FFT-based filtering in SciPy - Time & Space Complexity
When using FFT-based filtering, we want to know how the time to process data changes as the data size grows.
We ask: How does the filtering time increase when the input signal gets longer?
Analyze the time complexity of the following code snippet.
import numpy as np
from scipy.fft import fft, ifft
def fft_filter(signal, filter_kernel):
n = len(signal) + len(filter_kernel) - 1
signal_fft = fft(signal, n)
filter_fft = fft(filter_kernel, n)
filtered_fft = signal_fft * filter_fft
filtered_signal = ifft(filtered_fft)
return np.real(filtered_signal)
This code filters a signal by transforming both the signal and filter to frequency space, multiplying them, and then transforming back.
Identify the loops, recursion, array traversals that repeat.
- Primary operation: The FFT and inverse FFT computations, which internally perform repeated calculations over the input arrays.
- How many times: Each FFT processes an array of size approximately n (sum of input lengths), doing about n log n steps.

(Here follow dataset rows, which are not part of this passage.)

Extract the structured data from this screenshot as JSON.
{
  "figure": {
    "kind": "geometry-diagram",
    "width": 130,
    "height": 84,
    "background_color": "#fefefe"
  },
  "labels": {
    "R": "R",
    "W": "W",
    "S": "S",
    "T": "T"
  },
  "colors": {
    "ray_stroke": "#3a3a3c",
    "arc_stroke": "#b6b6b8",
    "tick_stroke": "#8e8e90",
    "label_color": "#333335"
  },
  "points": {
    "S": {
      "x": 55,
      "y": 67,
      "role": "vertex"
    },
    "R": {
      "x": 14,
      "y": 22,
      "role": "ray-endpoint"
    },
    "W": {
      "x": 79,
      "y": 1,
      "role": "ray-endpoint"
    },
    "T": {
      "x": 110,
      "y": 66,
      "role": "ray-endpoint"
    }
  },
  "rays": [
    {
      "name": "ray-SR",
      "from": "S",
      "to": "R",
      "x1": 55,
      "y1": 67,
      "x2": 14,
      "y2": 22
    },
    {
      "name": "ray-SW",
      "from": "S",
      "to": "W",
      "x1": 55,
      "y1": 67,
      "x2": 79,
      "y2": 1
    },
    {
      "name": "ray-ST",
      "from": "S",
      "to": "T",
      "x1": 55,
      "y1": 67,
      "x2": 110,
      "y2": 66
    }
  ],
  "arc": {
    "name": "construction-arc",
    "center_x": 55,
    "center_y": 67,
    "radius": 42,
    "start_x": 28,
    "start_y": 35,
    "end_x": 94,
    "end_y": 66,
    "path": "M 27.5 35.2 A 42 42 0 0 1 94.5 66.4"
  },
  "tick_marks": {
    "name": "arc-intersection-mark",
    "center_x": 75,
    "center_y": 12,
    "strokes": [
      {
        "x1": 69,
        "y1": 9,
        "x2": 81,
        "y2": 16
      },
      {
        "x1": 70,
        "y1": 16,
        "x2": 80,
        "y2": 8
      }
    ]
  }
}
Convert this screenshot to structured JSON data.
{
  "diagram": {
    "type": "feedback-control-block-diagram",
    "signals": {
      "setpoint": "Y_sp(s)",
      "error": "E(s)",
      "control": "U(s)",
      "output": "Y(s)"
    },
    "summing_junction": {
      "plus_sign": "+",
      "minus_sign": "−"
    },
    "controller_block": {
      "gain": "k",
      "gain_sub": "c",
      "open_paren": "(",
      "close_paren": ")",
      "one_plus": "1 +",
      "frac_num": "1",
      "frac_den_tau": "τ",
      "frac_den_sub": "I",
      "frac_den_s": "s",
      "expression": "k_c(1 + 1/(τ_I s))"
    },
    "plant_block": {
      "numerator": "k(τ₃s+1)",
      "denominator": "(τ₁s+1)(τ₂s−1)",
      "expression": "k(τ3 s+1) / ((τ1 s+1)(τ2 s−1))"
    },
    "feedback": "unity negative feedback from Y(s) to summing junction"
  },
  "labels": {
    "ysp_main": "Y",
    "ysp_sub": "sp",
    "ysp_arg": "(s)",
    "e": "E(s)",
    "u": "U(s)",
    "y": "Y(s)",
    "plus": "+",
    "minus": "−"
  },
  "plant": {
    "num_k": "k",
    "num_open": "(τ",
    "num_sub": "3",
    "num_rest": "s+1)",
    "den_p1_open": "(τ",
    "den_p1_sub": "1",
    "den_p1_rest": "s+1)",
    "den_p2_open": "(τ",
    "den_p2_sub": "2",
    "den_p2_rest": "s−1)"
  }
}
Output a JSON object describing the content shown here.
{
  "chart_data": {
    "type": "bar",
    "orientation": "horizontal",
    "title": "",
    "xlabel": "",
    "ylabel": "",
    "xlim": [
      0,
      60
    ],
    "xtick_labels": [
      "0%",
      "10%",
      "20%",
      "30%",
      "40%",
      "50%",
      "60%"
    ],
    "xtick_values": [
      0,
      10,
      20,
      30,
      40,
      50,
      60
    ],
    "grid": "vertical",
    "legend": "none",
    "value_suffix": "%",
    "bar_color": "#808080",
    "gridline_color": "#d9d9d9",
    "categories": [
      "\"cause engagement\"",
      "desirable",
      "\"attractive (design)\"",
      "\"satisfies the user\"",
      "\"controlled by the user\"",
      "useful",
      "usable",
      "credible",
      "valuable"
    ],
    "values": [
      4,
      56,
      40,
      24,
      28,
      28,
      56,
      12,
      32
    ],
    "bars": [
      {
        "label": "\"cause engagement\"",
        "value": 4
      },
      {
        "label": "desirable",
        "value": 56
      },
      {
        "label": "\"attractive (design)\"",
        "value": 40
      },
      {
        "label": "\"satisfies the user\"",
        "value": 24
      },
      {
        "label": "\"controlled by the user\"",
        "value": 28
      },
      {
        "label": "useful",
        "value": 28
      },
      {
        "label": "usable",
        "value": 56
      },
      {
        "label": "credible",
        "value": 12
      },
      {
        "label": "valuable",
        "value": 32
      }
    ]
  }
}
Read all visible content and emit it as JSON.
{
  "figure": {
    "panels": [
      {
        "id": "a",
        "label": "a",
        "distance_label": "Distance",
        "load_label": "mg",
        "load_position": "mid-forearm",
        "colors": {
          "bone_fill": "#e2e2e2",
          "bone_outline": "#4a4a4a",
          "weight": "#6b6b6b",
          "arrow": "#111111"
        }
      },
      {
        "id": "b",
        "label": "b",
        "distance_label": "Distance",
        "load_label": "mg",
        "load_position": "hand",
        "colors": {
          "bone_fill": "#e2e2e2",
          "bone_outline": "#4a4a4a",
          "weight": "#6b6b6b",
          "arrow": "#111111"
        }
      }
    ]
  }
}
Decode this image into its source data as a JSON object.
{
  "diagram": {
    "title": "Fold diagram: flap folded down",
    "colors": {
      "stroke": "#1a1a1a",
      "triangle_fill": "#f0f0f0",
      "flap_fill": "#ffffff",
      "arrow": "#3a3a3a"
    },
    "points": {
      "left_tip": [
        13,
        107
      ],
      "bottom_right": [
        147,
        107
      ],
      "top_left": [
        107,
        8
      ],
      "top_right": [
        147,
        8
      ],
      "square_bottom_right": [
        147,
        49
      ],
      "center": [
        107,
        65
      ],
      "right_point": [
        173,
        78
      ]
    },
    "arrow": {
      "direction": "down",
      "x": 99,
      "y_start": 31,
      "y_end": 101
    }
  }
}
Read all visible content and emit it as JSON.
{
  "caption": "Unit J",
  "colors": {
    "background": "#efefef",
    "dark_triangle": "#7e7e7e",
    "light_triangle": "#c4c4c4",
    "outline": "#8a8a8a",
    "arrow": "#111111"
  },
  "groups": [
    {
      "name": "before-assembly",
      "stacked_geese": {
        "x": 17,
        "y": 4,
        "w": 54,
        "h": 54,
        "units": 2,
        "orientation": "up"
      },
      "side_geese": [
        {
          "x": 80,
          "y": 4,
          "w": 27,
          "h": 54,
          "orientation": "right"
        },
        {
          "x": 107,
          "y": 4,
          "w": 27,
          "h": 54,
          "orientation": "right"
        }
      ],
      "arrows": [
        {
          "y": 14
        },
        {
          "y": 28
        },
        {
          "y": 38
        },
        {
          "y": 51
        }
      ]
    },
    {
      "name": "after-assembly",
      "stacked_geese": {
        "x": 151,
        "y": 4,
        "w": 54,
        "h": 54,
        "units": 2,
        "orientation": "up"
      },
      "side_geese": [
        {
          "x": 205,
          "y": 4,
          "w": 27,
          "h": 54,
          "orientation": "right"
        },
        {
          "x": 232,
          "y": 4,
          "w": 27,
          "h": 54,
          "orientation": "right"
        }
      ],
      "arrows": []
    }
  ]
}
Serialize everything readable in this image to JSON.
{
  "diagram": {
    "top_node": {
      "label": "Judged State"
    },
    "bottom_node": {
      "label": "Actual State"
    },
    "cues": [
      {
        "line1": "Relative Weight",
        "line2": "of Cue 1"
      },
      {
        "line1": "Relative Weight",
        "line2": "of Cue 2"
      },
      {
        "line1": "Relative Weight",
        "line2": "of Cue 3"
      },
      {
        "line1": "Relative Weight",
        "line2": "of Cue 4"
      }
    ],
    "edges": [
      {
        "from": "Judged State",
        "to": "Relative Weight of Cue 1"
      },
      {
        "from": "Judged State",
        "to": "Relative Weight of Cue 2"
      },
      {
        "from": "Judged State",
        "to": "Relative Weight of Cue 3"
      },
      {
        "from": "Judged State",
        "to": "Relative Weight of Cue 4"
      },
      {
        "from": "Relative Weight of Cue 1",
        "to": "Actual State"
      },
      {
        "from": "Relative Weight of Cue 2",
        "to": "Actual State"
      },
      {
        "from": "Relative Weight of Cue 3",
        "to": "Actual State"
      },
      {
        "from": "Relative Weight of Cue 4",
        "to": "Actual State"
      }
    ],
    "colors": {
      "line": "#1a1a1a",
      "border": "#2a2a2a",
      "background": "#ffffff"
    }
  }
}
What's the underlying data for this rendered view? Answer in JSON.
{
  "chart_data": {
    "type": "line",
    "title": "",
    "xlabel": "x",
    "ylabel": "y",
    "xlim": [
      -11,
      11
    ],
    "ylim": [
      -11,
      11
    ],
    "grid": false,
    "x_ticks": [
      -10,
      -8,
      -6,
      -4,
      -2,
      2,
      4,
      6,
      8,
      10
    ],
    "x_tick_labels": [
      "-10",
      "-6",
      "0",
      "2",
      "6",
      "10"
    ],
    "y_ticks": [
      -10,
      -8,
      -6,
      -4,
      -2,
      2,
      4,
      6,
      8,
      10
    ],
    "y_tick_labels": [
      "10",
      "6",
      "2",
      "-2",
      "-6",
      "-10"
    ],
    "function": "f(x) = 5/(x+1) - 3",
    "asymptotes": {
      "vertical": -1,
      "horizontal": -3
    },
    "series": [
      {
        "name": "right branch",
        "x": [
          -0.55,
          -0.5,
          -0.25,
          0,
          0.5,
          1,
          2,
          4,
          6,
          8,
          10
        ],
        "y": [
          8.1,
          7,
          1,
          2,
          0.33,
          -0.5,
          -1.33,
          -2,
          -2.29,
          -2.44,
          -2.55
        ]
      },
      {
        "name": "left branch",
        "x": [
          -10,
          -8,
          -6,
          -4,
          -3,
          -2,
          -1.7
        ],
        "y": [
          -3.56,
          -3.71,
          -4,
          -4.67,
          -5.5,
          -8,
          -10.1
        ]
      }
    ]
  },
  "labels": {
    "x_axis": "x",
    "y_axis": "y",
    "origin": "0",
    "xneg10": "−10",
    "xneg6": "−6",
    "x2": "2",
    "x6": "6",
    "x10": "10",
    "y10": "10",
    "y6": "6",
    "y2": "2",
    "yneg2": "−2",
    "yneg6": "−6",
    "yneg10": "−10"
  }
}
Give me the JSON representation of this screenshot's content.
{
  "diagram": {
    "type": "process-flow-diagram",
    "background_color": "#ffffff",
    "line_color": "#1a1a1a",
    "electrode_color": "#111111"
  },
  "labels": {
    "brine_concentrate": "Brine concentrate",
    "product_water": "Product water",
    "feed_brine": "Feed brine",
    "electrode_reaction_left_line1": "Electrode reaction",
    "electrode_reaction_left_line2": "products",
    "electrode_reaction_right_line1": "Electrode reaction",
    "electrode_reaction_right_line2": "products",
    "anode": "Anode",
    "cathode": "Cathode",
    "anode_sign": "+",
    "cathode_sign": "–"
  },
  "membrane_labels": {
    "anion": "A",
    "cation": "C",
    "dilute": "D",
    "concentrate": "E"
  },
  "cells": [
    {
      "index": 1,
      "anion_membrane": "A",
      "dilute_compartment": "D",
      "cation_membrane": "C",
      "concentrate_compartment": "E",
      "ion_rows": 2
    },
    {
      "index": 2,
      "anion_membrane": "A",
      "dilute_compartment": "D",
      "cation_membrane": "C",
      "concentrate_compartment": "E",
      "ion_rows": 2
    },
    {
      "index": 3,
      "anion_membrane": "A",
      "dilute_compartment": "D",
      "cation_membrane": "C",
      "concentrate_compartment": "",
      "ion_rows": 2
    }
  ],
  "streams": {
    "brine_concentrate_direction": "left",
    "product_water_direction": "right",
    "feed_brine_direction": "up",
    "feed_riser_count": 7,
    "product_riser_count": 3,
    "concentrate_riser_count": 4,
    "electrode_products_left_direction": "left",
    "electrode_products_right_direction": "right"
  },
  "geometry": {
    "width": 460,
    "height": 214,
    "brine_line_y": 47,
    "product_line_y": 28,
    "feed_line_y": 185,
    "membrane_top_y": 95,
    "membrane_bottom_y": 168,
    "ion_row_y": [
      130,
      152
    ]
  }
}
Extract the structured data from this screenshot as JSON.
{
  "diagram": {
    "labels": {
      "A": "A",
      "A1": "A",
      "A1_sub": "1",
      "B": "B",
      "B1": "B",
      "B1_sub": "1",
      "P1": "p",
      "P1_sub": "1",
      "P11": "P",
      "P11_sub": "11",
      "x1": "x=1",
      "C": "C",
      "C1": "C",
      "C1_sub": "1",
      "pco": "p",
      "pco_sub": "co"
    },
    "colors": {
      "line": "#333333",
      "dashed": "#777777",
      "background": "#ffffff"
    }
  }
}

As the input size n grows, the number of operations grows a bit faster than n but much slower than n squared.
| Input Size (n) | Approx. Operations |
|---|---|
| 10 | About 10 x log₂(10) ≈ 33 |
| 100 | About 100 x log₂(100) ≈ 664 |
| 1000 | About 1000 x log₂(1000) ≈ 9966 |
Pattern observation: Operations grow faster than the input size but much slower than if we did every pairwise multiplication.
Time Complexity: O(n log n)
This means the time to filter grows a bit faster than the input size but remains efficient even for large inputs.
[X] Wrong: "FFT-based filtering takes time proportional to n squared because it multiplies all pairs of points."
[OK] Correct: FFT uses a clever method to reduce repeated calculations, so it runs much faster than checking every pair.
Understanding FFT time complexity shows you can analyze efficient algorithms that handle large data quickly, a useful skill in many data science tasks.
"What if we used a direct convolution instead of FFT-based filtering? How would the time complexity change?"